Sunday, February 08, 2004

Executives concentrate wealth secretly

Title: Executive Pay, Hiding Behind Small Print
Source: New York Times
Date: February 8, 2004

From the article:
    INVESTORS have been understandably irate over executive pay recently. But because disclosure in the area is so woeful, they don't know the half of it.
Examples from the article include:
  • Wyeth's former chairman who is a consultant, earned $1.6 million in above-market interest alone on deferred compensation. A Wyeth spokesman declined to say how much Mr. Stafford has in total.
  • Robert J. Ulrich, chief executive of the Target Corporation, a retailer, earned $688,218 based on deferred pay in 2002, the most recent year for which data is available; four top colleagues there made a total of $470,000.
  • Last month, Hercules Inc., a chemical maker, restated third-quarter 2003 results to account for a $4.7 million pension benefit paid to William Joyce, former chief executive.
  • MONY executives will receive $98.2 million - more than 6 percent of the $1.5 billion transaction.
The article concludes: "Shareholders are paying these bills. They have a right to know the costs in plain, shocking English." That assessment is nearsighted. For example, the $4.7 million given to William Joyce could have just as easily been given to rank and file employees, or could have been returned to consumers in the form of lower prices. The $1.6 million paid to John R. Stafford is one tiny example of why medical prices are spiraling out of control. His actions are mimicked by tens of thousands of executives throughout the medical industry. Their greed comes at the expense of consumers, taxpayers and employers who are paying billions of dollars in extra medical expenses to fund these extravagances.

The executive compensation process is currently out of control. It is allowing executives of large corporations to concentrate remarkable amounts of wealth at the expense of other employees, consumers and tax payers. It will not stop without legislation.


### [Try it]
From the first line to the last, give the material again exactly, without the images.

....................

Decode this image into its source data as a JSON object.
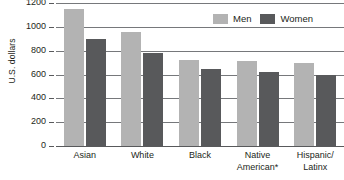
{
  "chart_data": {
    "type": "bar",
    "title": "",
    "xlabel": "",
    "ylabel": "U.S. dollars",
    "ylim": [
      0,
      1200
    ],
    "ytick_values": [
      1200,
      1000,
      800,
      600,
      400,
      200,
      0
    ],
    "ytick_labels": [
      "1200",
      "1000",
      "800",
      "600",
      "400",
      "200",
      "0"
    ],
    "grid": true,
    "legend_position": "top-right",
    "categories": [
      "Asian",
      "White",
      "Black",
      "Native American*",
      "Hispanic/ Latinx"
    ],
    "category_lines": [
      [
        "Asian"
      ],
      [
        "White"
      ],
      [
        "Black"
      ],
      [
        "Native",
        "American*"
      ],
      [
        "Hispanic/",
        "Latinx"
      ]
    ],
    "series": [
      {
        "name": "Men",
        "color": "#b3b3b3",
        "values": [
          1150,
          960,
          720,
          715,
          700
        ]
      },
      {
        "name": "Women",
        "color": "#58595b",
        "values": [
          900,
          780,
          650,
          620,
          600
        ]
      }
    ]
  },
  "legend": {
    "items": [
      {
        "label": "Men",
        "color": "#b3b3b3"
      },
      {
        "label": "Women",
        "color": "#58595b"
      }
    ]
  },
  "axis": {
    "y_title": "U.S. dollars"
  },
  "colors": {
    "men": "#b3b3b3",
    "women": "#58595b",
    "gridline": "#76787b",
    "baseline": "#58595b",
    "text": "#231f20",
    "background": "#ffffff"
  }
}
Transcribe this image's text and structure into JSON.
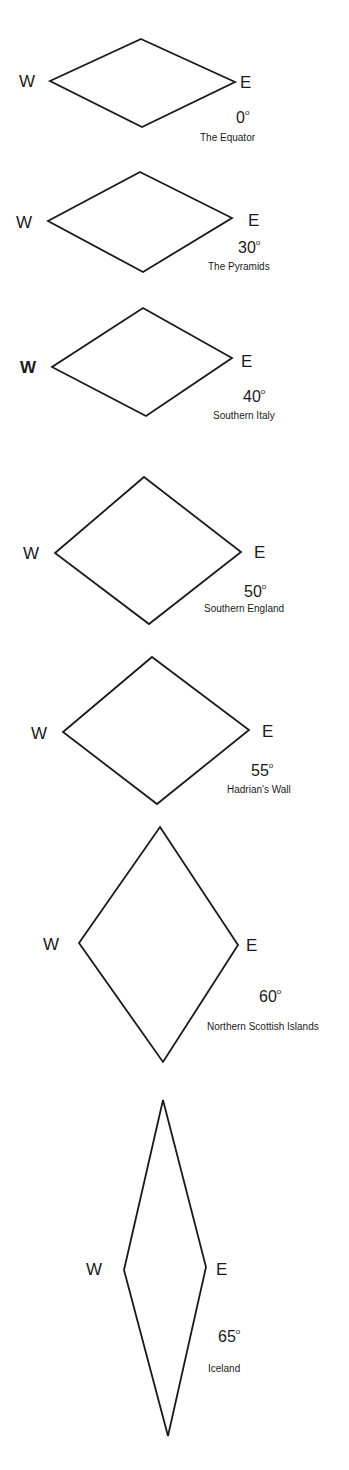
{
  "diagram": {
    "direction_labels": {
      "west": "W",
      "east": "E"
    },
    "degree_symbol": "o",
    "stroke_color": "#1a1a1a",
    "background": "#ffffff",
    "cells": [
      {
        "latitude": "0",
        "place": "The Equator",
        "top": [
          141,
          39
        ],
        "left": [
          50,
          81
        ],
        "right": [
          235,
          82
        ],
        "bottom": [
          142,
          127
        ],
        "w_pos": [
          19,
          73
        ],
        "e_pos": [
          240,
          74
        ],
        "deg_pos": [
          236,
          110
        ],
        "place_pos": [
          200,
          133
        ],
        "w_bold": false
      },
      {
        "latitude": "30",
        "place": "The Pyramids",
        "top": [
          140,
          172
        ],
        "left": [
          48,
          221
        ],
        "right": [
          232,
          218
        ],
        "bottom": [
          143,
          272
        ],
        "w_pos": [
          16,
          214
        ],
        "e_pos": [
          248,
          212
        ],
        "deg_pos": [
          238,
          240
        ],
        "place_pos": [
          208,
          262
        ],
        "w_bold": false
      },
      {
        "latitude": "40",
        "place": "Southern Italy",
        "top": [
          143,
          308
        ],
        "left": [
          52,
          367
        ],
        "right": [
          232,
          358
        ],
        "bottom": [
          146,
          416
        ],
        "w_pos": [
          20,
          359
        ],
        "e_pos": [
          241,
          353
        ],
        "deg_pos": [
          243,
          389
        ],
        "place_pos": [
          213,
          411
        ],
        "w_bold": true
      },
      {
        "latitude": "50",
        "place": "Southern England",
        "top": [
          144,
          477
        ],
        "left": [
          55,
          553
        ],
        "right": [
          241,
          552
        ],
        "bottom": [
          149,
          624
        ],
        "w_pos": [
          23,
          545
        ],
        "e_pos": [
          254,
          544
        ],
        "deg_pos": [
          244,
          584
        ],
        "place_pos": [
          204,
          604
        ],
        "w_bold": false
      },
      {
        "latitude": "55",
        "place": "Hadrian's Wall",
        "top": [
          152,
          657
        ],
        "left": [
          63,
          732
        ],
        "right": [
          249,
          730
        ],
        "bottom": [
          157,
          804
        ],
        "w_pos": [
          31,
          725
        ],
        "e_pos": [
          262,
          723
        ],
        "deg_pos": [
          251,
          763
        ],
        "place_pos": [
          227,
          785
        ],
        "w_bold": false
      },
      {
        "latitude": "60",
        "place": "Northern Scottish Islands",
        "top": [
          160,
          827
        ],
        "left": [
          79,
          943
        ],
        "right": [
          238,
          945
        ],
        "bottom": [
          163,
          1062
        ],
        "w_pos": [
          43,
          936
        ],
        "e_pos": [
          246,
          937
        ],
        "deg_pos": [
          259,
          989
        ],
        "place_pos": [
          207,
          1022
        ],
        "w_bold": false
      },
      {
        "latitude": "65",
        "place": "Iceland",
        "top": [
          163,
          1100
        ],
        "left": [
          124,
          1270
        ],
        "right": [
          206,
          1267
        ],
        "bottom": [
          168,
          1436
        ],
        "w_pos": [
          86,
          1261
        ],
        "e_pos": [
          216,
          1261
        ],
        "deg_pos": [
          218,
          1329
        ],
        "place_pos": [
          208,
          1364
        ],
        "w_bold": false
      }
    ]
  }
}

....................

### [Answer area]
Decode this image into its source data as a JSON object.
{
  "chart_data": {
    "type": "bar",
    "title": "",
    "xlabel": "",
    "ylabel": "U.S. dollars",
    "ylim": [
      0,
      1200
    ],
    "ytick_values": [
      1200,
      1000,
      800,
      600,
      400,
      200,
      0
    ],
    "ytick_labels": [
      "1200",
      "1000",
      "800",
      "600",
      "400",
      "200",
      "0"
    ],
    "grid": true,
    "legend_position": "top-right",
    "categories": [
      "Asian",
      "White",
      "Black",
      "Native American*",
      "Hispanic/ Latinx"
    ],
    "category_lines": [
      [
        "Asian"
      ],
      [
        "White"
      ],
      [
        "Black"
      ],
      [
        "Native",
        "American*"
      ],
      [
        "Hispanic/",
        "Latinx"
      ]
    ],
    "series": [
      {
        "name": "Men",
        "color": "#b3b3b3",
        "values": [
          1150,
          960,
          720,
          715,
          700
        ]
      },
      {
        "name": "Women",
        "color": "#58595b",
        "values": [
          900,
          780,
          650,
          620,
          600
        ]
      }
    ]
  },
  "legend": {
    "items": [
      {
        "label": "Men",
        "color": "#b3b3b3"
      },
      {
        "label": "Women",
        "color": "#58595b"
      }
    ]
  },
  "axis": {
    "y_title": "U.S. dollars"
  },
  "colors": {
    "men": "#b3b3b3",
    "women": "#58595b",
    "gridline": "#76787b",
    "baseline": "#58595b",
    "text": "#231f20",
    "background": "#ffffff"
  }
}
Transcribe this image's text and structure into JSON.
{
  "diagram": {
    "direction_labels": {
      "west": "W",
      "east": "E"
    },
    "degree_symbol": "o",
    "stroke_color": "#1a1a1a",
    "background": "#ffffff",
    "cells": [
      {
        "latitude": "0",
        "place": "The Equator",
        "top": [
          141,
          39
        ],
        "left": [
          50,
          81
        ],
        "right": [
          235,
          82
        ],
        "bottom": [
          142,
          127
        ],
        "w_pos": [
          19,
          73
        ],
        "e_pos": [
          240,
          74
        ],
        "deg_pos": [
          236,
          110
        ],
        "place_pos": [
          200,
          133
        ],
        "w_bold": false
      },
      {
        "latitude": "30",
        "place": "The Pyramids",
        "top": [
          140,
          172
        ],
        "left": [
          48,
          221
        ],
        "right": [
          232,
          218
        ],
        "bottom": [
          143,
          272
        ],
        "w_pos": [
          16,
          214
        ],
        "e_pos": [
          248,
          212
        ],
        "deg_pos": [
          238,
          240
        ],
        "place_pos": [
          208,
          262
        ],
        "w_bold": false
      },
      {
        "latitude": "40",
        "place": "Southern Italy",
        "top": [
          143,
          308
        ],
        "left": [
          52,
          367
        ],
        "right": [
          232,
          358
        ],
        "bottom": [
          146,
          416
        ],
        "w_pos": [
          20,
          359
        ],
        "e_pos": [
          241,
          353
        ],
        "deg_pos": [
          243,
          389
        ],
        "place_pos": [
          213,
          411
        ],
        "w_bold": true
      },
      {
        "latitude": "50",
        "place": "Southern England",
        "top": [
          144,
          477
        ],
        "left": [
          55,
          553
        ],
        "right": [
          241,
          552
        ],
        "bottom": [
          149,
          624
        ],
        "w_pos": [
          23,
          545
        ],
        "e_pos": [
          254,
          544
        ],
        "deg_pos": [
          244,
          584
        ],
        "place_pos": [
          204,
          604
        ],
        "w_bold": false
      },
      {
        "latitude": "55",
        "place": "Hadrian's Wall",
        "top": [
          152,
          657
        ],
        "left": [
          63,
          732
        ],
        "right": [
          249,
          730
        ],
        "bottom": [
          157,
          804
        ],
        "w_pos": [
          31,
          725
        ],
        "e_pos": [
          262,
          723
        ],
        "deg_pos": [
          251,
          763
        ],
        "place_pos": [
          227,
          785
        ],
        "w_bold": false
      },
      {
        "latitude": "60",
        "place": "Northern Scottish Islands",
        "top": [
          160,
          827
        ],
        "left": [
          79,
          943
        ],
        "right": [
          238,
          945
        ],
        "bottom": [
          163,
          1062
        ],
        "w_pos": [
          43,
          936
        ],
        "e_pos": [
          246,
          937
        ],
        "deg_pos": [
          259,
          989
        ],
        "place_pos": [
          207,
          1022
        ],
        "w_bold": false
      },
      {
        "latitude": "65",
        "place": "Iceland",
        "top": [
          163,
          1100
        ],
        "left": [
          124,
          1270
        ],
        "right": [
          206,
          1267
        ],
        "bottom": [
          168,
          1436
        ],
        "w_pos": [
          86,
          1261
        ],
        "e_pos": [
          216,
          1261
        ],
        "deg_pos": [
          218,
          1329
        ],
        "place_pos": [
          208,
          1364
        ],
        "w_bold": false
      }
    ]
  }
}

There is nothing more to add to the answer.